Tuesday, October 27, 2015

Murmurations of Starlings


I saw a video of Carrie Newcomer's song "Abide" the other evening.  The words were tuned to what had happened during the course of the day, the music was of the sort to gentle one into the close of work and things external, and her voice... oh sigh...it is one that makes me nearly incapable of moving while I can hear it, so drawn am I to its full, round, depth.

That said, along with the admission that I promptly purchased two of her songs when I returned to my room, it is a specific image in the video that has stayed with me and continues to resonate:

Murmurations of starlings.  



I watched their free-flowing, shape-shifting, group flight in awe of its beauty and in immediate curiosity about the science behind it.

It turns out that the movement of the group, be it composed of ten or a thousand, is prompted by the need for survival.  That initial motivation might be some sort of threat or the need to find a mate--either way, the result is a bit of living art with connections to particle physics, magnetism, and even avalanches.  This discovery prompts one of my most frequent bits of prayer. "How cool is that?? God, you astound me!"
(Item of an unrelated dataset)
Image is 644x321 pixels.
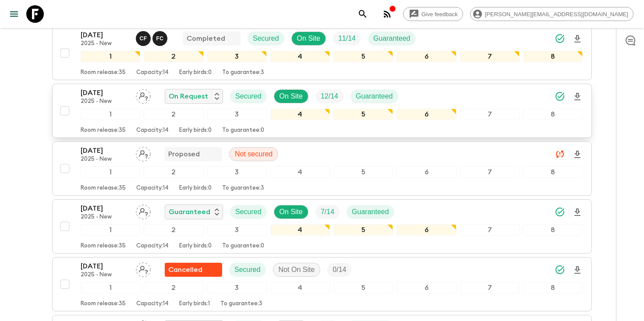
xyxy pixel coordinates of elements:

The more I read, though, the bigger the connections I could make with this aerial wonder. When scientists probed the question about how a single bird ten birds or a hundred birds away from those birds nearest the provoking need sense the shift and are able to move in unison, they discovered that "The change in the behavioral state of one animal affects and is affected by that of all other animals in the group, no matter how large the group is." (Georgio Parisi, theoretical physicist, in his paper from The Proceedings of the National Academy of Science, 2010). Further study indicates that each bird's movement affects its seven closest neighbors.  When that gets extrapolated outward, yowza...flying, flexing, DNA spirals! Möbius strips!

Or, more simply and perhaps practically, it could be a model for asking questions about how other large groups move, shift, change, and what my part plays in that movement.

  • How do my choices, my behaviors, affect what I bring to those around me?

  • What are the seven closest relationships I am directly affecting by my choices and behaviors? Those relationships might be with people, and they might be with the earth, with justice, emotion, violence, etc…

  • What are the seven closest relationships directly affecting me? What does that look or feel like? In other words, how would the bird next to me know?

  • What does the sum of all of this say about the larger group?

  • If, as science indicates, a large flock is able to respond to a move as effectively and fluidly as a small flock, then the system works no matter the size of the group. It's about relationship, affinity, energy, biology… What is the connect between this truth and what can happen when two or three gather in the name of Jesus or when 5000 gather for a meal?


One of the things I especially loved was the fact that when this beautiful science was fully active, the form it took was non-linear.  It flexed, pulsed, expanded, contracted, concentrated and loosened.  And still, the movement was all. It was of a piece.  Each bird had a place and an effect.


And the result was utterly ALIVE.  Yowza.